7th Week of the Fall CSA Season: Week of December 11th
This Week’s Availability
This week we will have:
Greens: baby lettuce, spinach, green curly kale, lacinato kale bunches, bok choi, green cabbage, mesclun mix, mini head lettuce, and claytonia*
Roots: carrots, yellow potatoes, rutabaga, red beets, chioggia beets, watermelon radish, daikon radish, and Gilfeather turnip
Alliums: onions, garlic, shallots, and leeks
Fruiting Crops: delicata squash
Herbs and Miscellaneous: Painted Mountain corn
*What is claytonia? Great question! Some folks call it “miner’s lettuce,” and it is a tender, small, smooth green leaf with leggy, crunchy stems. It’s great in salads, and also on sandwiches and wraps. Our kids just eat it plain in handfuls with as much vigor as a potato chip session. (Which is inspiring, but they are more advanced than me… I am not as eager to have it plain, ha!) I am normally not someone who likes the stems of greens, but I really like the textural addition of these delicious succulent stems within the mix of the greens. If claytonia is new to you, and you enjoy greens, I encourage you to give it a shot at some point.
Farm News
December is when we try to get all our seeds and supplies ordered for the following year. Some seed companies and supply companies offer big discounts this time of year, so it’s nice to try to get that ordering done before the end of the year. A farm our size spends about $7,000 on seeds annually (wow!!) on well over 100 different varieties of 40 or 50 crops, so it’s a big project to create those orders. It takes Ryan several days going through and inventorying our seeds bins, modifying spread sheets, and reading through various seed catalogues to create the orders. Seed ordering for certified organic operations also has the additional step of recording each step of ordering: For seeds that are certified organic, we still have to create a paper trail to document the integrity of the organic chain, a new rule implemented last year intended to address the integrity of organic standards in corporate organics, but also applies to small producers in a somewhat humorous and somewhat superfluous way. And for the few seed varieties that we can’t find as certified organic, we have to create a more robust set of records that includes our attempts to find those varieties from at least 3 organic sources, and paper verification that the production of those non-certified seeds are not produced with prohibited substances. The work is worth it to feel really good about our production methods, but it means we spend a hilarious amount of time behind a computer to order seeds. (It makes me feel pretty separate from the the farmers of the past!) And that is just one December computer task of several.

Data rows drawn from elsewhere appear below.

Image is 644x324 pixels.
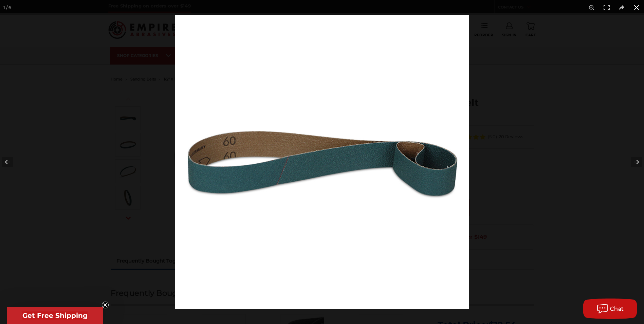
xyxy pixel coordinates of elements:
[621,145,644,179] button: Next (arrow right)
[22,311,88,320] span: Get Free Shipping
[584,299,637,319] button: Chat
[611,306,625,312] span: Chat
[102,302,109,308] button: Close teaser
[7,307,103,324] div: Get Free ShippingClose teaser
[175,15,470,309] img: 1-2_x_18_Zirconia_Sanding_Belt_-1__51979.1586538841.jpg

It’s nice to pop in and out of the root cellar these days to see the stacks of wrapped veggies safely stored for the winter. Despite doing this for several years, it still impresses me the volume of food that comes out of the ground, into the root cellar, and eventually into several outlets in the community. Though I think the work of this particular winter is to find wholesale buyers who want Gilfeather turnips 3 times the size of my head, ha! (Should have been carving Gilfeather turnips instead of pumpkins for Halloween this year!)
Have a great week,
-ESF Team: Ryan, Kara, Taylor, Galen, Cindy, Katie, K2, Leah, and Natalie (and Sky and Soraya)
This is a recipe from the archives… it’s a fun snack, and is an especially fun for folks who don’t normally like beets.